Don’t Feed a Struggling Plant

It’s tempting to feed your Venus flytrap insects to help it recover, but a stressed plant with few or no functional traps shouldn’t be fed. Digesting prey takes significant energy. If a trap can’t close properly or the plant has very few leaves, feeding diverts resources away from growing new, healthy foliage. Let the plant rebuild itself through photosynthesis first. Once it has several healthy, responsive traps and looks vigorous again, you can occasionally feed it a small insect.

Never fertilize the soil. Venus flytraps get their nutrients from insects, not from their roots.
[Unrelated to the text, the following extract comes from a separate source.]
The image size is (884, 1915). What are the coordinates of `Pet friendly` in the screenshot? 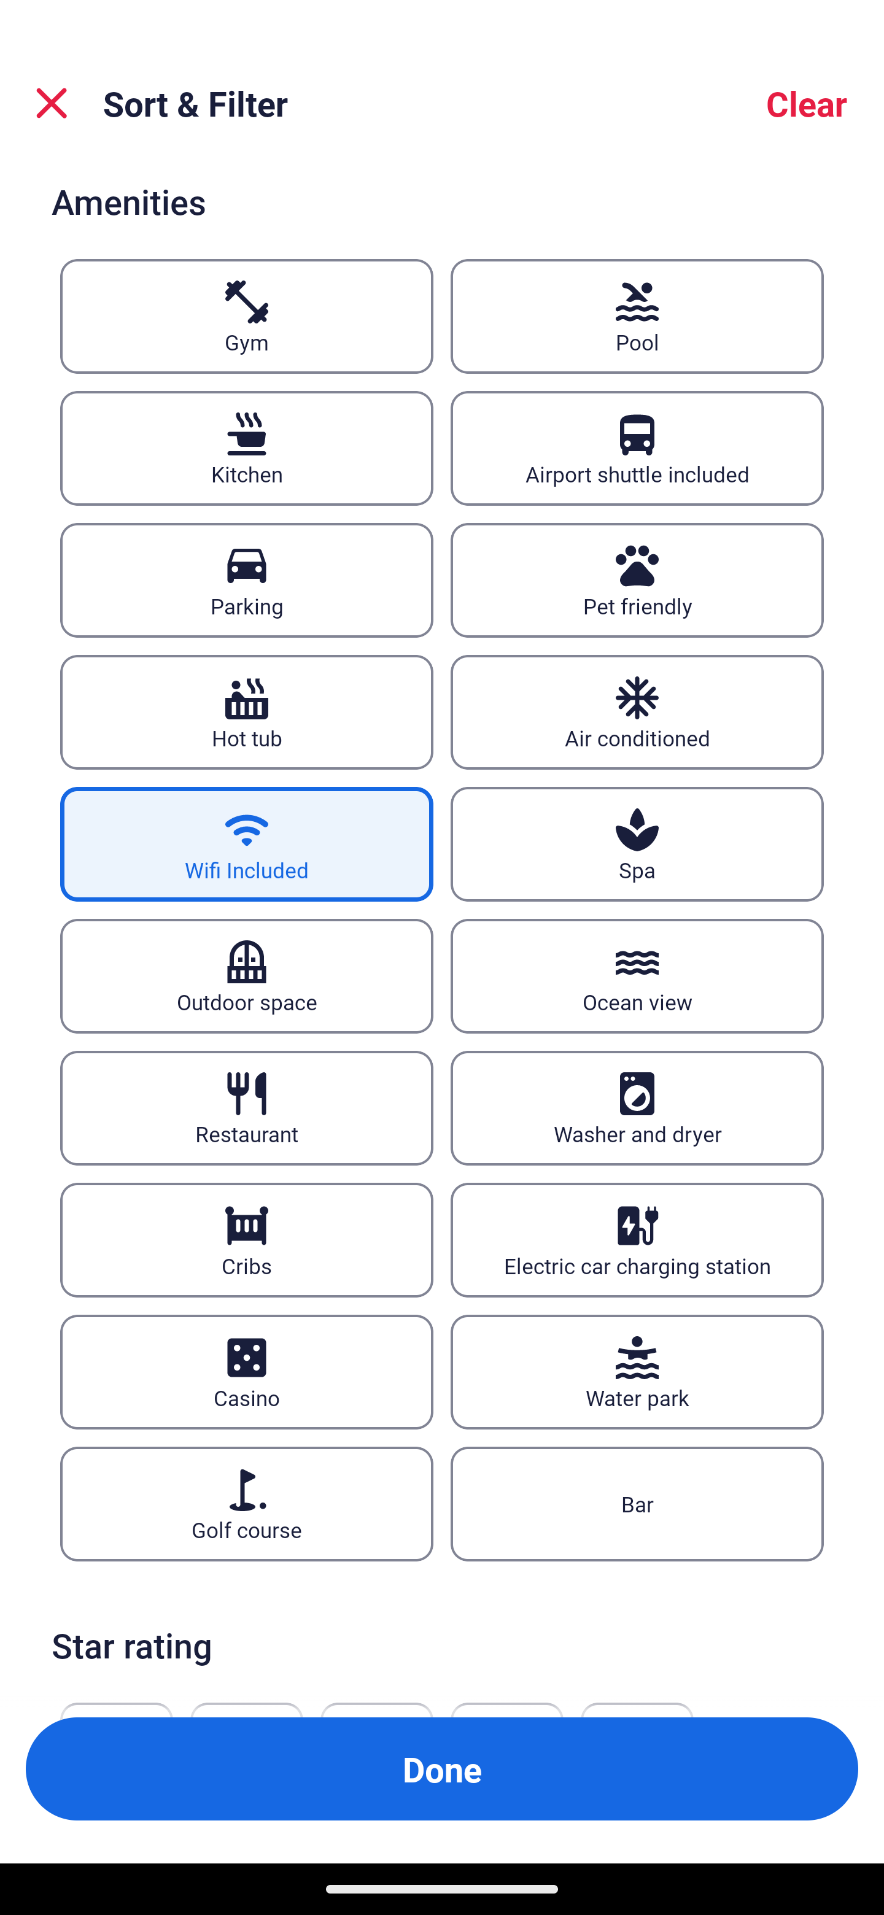 It's located at (637, 579).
Soil fertilizer will burn the roots and can kill an already weakened plant quickly.

Check for Pests

If your plant’s leaves show a yellow or brown mottled pattern, especially near the edges of traps, spider mites may be feeding on it. These tiny pests are hard to see with the naked eye, but the stippled damage pattern they leave behind is distinctive. Aphids are less common on Venus flytraps but can occasionally appear on leaves and developing traps.

For either pest, neem oil mixed with water and sprayed over the entire plant is an effective organic treatment. For spider mites specifically, two treatments spaced 3 to 4 days apart tend to be necessary since the first application won’t catch eggs that haven’t hatched yet. Aphids usually clear up after a single treatment. Spray thoroughly, covering the tops and undersides of all leaves and traps.

What Recovery Looks Like

A Venus flytrap that’s been given proper light, clean water, and appropriate soil won’t bounce back overnight. Expect to wait 2 to 4 weeks before you see the first new leaf emerging from the center of the rhizome. Early recovery leaves are often small and may not have fully functional traps. This is normal. As the plant regains energy, each successive leaf will be larger and more robust than the last.

Full recovery to a vigorous, trap-snapping plant can take a full growing season. During spring and summer, growth accelerates noticeably. By the end of one healthy growing season, a plant that looked nearly dead can produce a rosette of 5 to 8 or more active traps. The key is patience and consistency: keep the light strong, the water pure, and resist the urge to move, repot, or feed the plant repeatedly while it’s rebuilding.